Sunday, February 21, 2010

CONTEMPT APPLICATION SURVIVES PHOTOCOPYING SNAFU

NYLJ 6/5/07

4. CONTEMPT APPLICATION SURVIVES PHOTOCOPYING SNAFU

4. The Reader’s Digest section called Humor in Uniform was always a fond memory of childhood. There was a tacit guarantee of some form of received wisdom, of lessons culled from experience and distilled of all impurities by those who’d chosen a life in service to a higher cause than civilians. And, as one might suspect, responding to entrenched armed service bureaucracy frequently required a response that was, to put it mildly (as RD would), “salty”. This was how they would explain SNAFU: "SITUATION NORMAL: ALL FOULED UP." And if you think that's "fouled up", FUBAR was—even though not a neologism, as many had made it, coined by Vietnam vets—never mentioned. It is just not rational for anyone who has ever spent any time in or around soldiers or sailors to believe they would reserve such reserved speech for their objections; it don't make no sense.

This is only to preface how elisions of this sort my be used to gloss over indelicacies. Like the fact that such an august publication as the Journal chooses to put this in its headline shows how its constant usage has turned an acronym of sardonic contempt into a totally sanitized noun of its own. And, as with the astonishment concluding the previous paragraph, when it comes to the view from the high chair in the court, there are daily reviews of the absurd and profane which, occasionally, might employ common sense, when not overruled by precedent or statute.

In the matter of this Family Court contempt application, the petitioner here acknowledged receipt of the mailing. His quibble was that he couldn't read the warning section. And the judge can, as well, acknowledge that what the petitioner received was a piss-poor job of photocopying. This is when the Reasonable Person argument can be the best one; that this is no defense for ignoring it. There is something so inherently satisfying to make such a response to blatant statements like “This application was missing five letters from its statutorily-required warning, making it confusing and misleading” with a roundly sound, "SNAFU. So what?"

We may here acknowledge that the judge is entitled to one, long, profound sigh--and perhaps an admittedly theatrical rub of the temples. And no, he doesn't get to offer the above epithet. That the ruling can be summed up as something similar to 'Ok. So it wasn’t nice and clean and was probably a 10th generation Xerox of all-caps boilerplate. But if that doesn’t tell you it worked on generations one thru 9, you are deluding no one but yourself.'

So there you have what the petitioner might plead as a classic example of FUBAR...if the court allowed for even a Reader's Digest version of the facts.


All entries must be transcribed exactly, down to the last character.

##### Data section

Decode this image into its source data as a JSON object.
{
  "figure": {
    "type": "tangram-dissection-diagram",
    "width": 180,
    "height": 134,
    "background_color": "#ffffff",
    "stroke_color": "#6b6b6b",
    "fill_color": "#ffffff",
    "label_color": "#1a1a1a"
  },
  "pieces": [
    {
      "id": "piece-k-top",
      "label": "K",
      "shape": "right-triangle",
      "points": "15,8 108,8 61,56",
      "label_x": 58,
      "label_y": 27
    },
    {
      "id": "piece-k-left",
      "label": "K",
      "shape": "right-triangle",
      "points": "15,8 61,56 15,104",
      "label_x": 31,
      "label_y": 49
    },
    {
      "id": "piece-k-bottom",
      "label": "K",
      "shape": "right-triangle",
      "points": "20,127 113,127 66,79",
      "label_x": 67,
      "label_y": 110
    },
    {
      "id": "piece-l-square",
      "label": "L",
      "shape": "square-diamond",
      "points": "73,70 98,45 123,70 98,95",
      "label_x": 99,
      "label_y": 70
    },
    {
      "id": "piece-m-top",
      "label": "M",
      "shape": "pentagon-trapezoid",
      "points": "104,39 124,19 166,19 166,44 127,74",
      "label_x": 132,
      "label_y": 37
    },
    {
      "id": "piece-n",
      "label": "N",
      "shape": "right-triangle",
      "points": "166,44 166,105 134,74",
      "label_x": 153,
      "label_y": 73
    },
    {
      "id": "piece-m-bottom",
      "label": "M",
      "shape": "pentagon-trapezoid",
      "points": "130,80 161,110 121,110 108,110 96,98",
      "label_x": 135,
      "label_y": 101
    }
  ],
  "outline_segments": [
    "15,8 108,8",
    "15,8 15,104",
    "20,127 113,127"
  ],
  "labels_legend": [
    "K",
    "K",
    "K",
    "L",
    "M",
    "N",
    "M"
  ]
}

##########

Expected answer –
Decode this image into its source data as a JSON object.
{
  "figure": {
    "type": "tangram-dissection-diagram",
    "width": 180,
    "height": 134,
    "background_color": "#ffffff",
    "stroke_color": "#6b6b6b",
    "fill_color": "#ffffff",
    "label_color": "#1a1a1a"
  },
  "pieces": [
    {
      "id": "piece-k-top",
      "label": "K",
      "shape": "right-triangle",
      "points": "15,8 108,8 61,56",
      "label_x": 58,
      "label_y": 27
    },
    {
      "id": "piece-k-left",
      "label": "K",
      "shape": "right-triangle",
      "points": "15,8 61,56 15,104",
      "label_x": 31,
      "label_y": 49
    },
    {
      "id": "piece-k-bottom",
      "label": "K",
      "shape": "right-triangle",
      "points": "20,127 113,127 66,79",
      "label_x": 67,
      "label_y": 110
    },
    {
      "id": "piece-l-square",
      "label": "L",
      "shape": "square-diamond",
      "points": "73,70 98,45 123,70 98,95",
      "label_x": 99,
      "label_y": 70
    },
    {
      "id": "piece-m-top",
      "label": "M",
      "shape": "pentagon-trapezoid",
      "points": "104,39 124,19 166,19 166,44 127,74",
      "label_x": 132,
      "label_y": 37
    },
    {
      "id": "piece-n",
      "label": "N",
      "shape": "right-triangle",
      "points": "166,44 166,105 134,74",
      "label_x": 153,
      "label_y": 73
    },
    {
      "id": "piece-m-bottom",
      "label": "M",
      "shape": "pentagon-trapezoid",
      "points": "130,80 161,110 121,110 108,110 96,98",
      "label_x": 135,
      "label_y": 101
    }
  ],
  "outline_segments": [
    "15,8 108,8",
    "15,8 15,104",
    "20,127 113,127"
  ],
  "labels_legend": [
    "K",
    "K",
    "K",
    "L",
    "M",
    "N",
    "M"
  ]
}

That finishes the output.